Book-bot.com - read famous books online for free

Boer Politics by Yves Guyot
page 20 of 167 (11%)
speak, that every Boer in the Cape had packed wife, children, and goods
into ox-wagons and had trekked north. As a matter of fact, the greater
proportion remained behind, and their descendants formed the majority of
the 376,000 whites enumerated in the census of 1891. The Great Trek was
really composed of various detachments which started one after another
in 1836. Statistics of the numbers of trekkers vary from 5,000 to
10,000. I have not been able to trace whether these figures refer only
to adult males, or whether they include the women and children.
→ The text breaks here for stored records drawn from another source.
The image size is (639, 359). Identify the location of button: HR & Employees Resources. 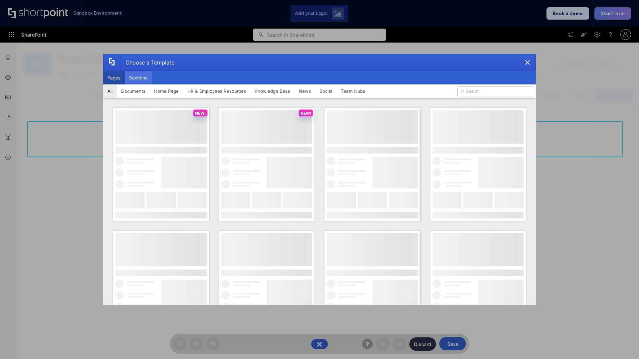
(217, 91).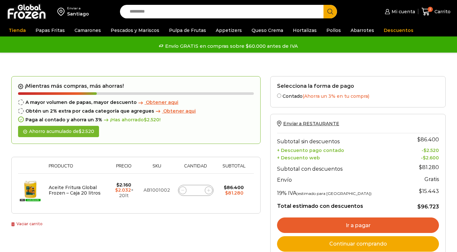 The width and height of the screenshot is (457, 252). What do you see at coordinates (136, 120) in the screenshot?
I see `div: Paga al contado y ahorra un 3%` at bounding box center [136, 120].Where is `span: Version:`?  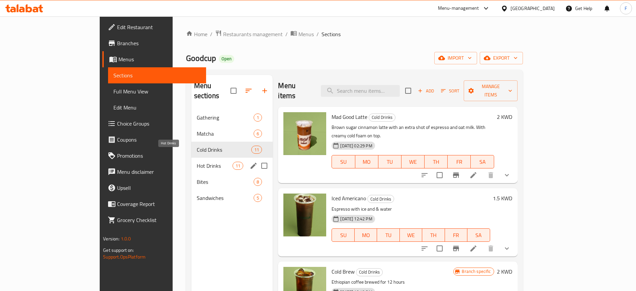 span: Version: is located at coordinates (111, 239). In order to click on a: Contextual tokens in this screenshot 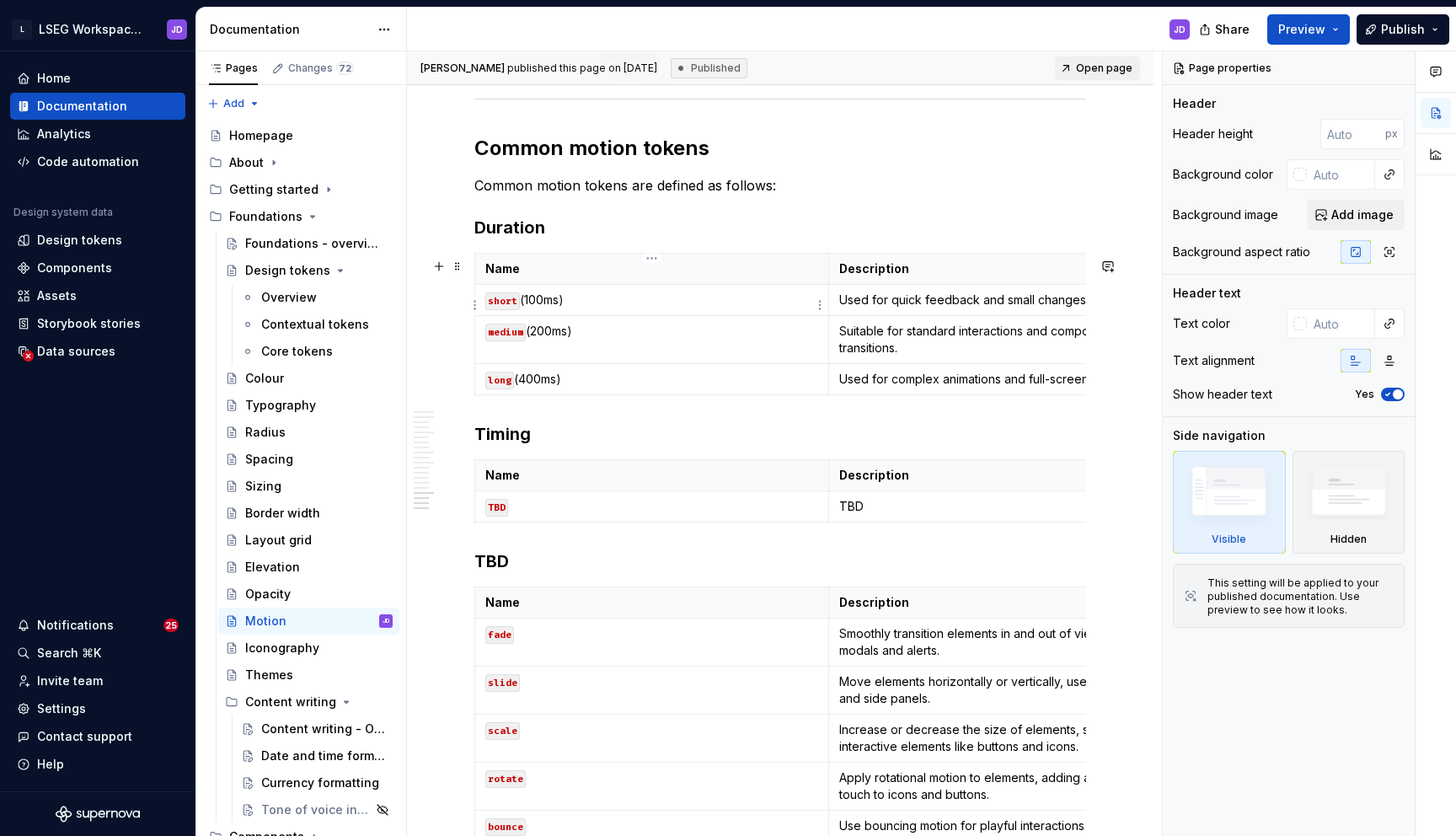, I will do `click(317, 324)`.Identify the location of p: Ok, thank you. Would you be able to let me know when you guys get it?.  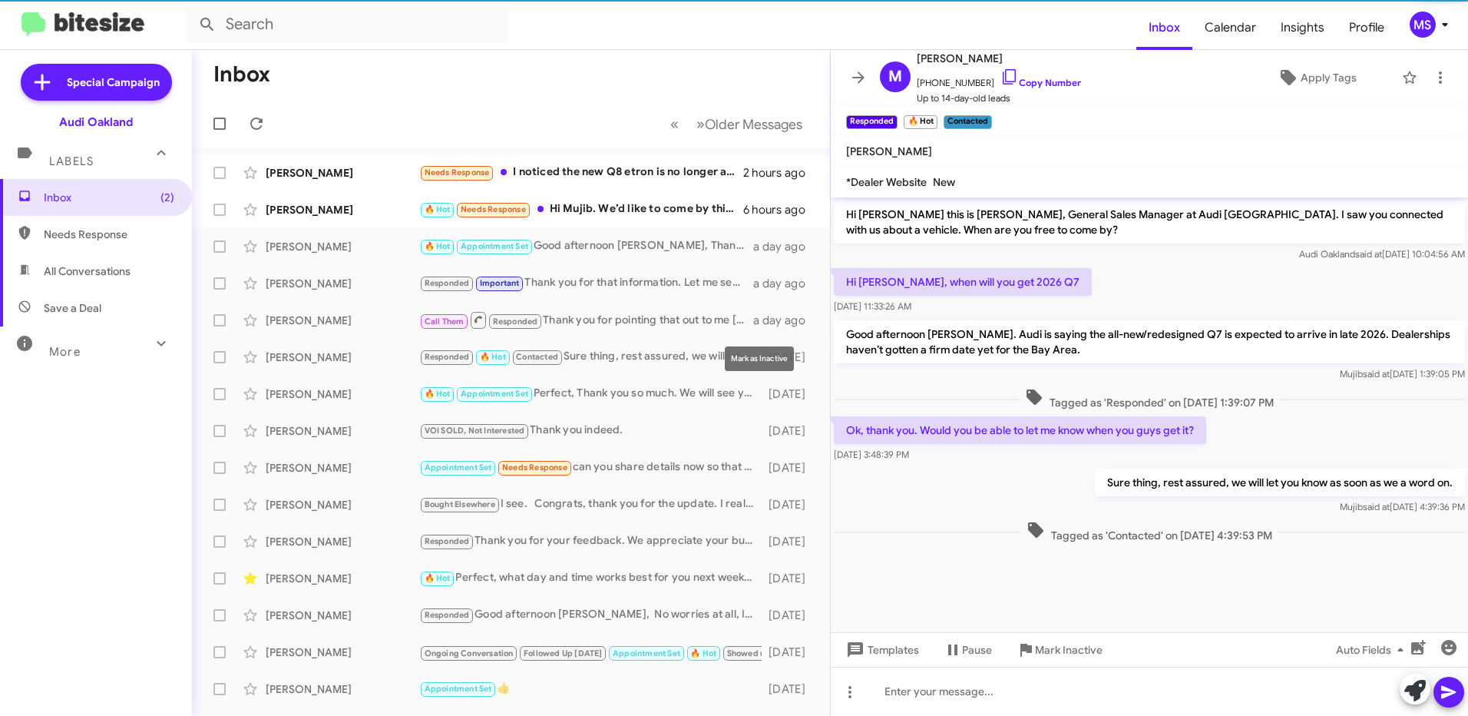
(1020, 430).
In any
case, when discussing South African affairs, we must always bear in mind
the small number of persons concerned, in comparison with the vast
extent of the area in question.

Not only these trekkers, but all who, from the period of the seventeenth
century onwards, had had the tendency to wander from the Cape, belonged
to the most adventurous and warlike portion of the population. They had
spread themselves over an enormous tract of country, and were in close
touch with kaffirs and bushmen, cattle-lifters using poisoned arrows.
Living in isolated families, they acquired, in the course of their
unceasing struggle with their savage neighbours, not only their
qualities of daring and warlike skill, but habits of cruelty and cunning
as well.


3.--_Essentially a Man of War and Politics._

Between the Dutchman of Amsterdam, Haarlem, the Hague, or Rotterdam,
installed in his comfortable dwelling, cultivating his tulips, priding
himself upon his pictures, and drinking his beer, and the Boer, pure and
simple, there is not the slightest analogy.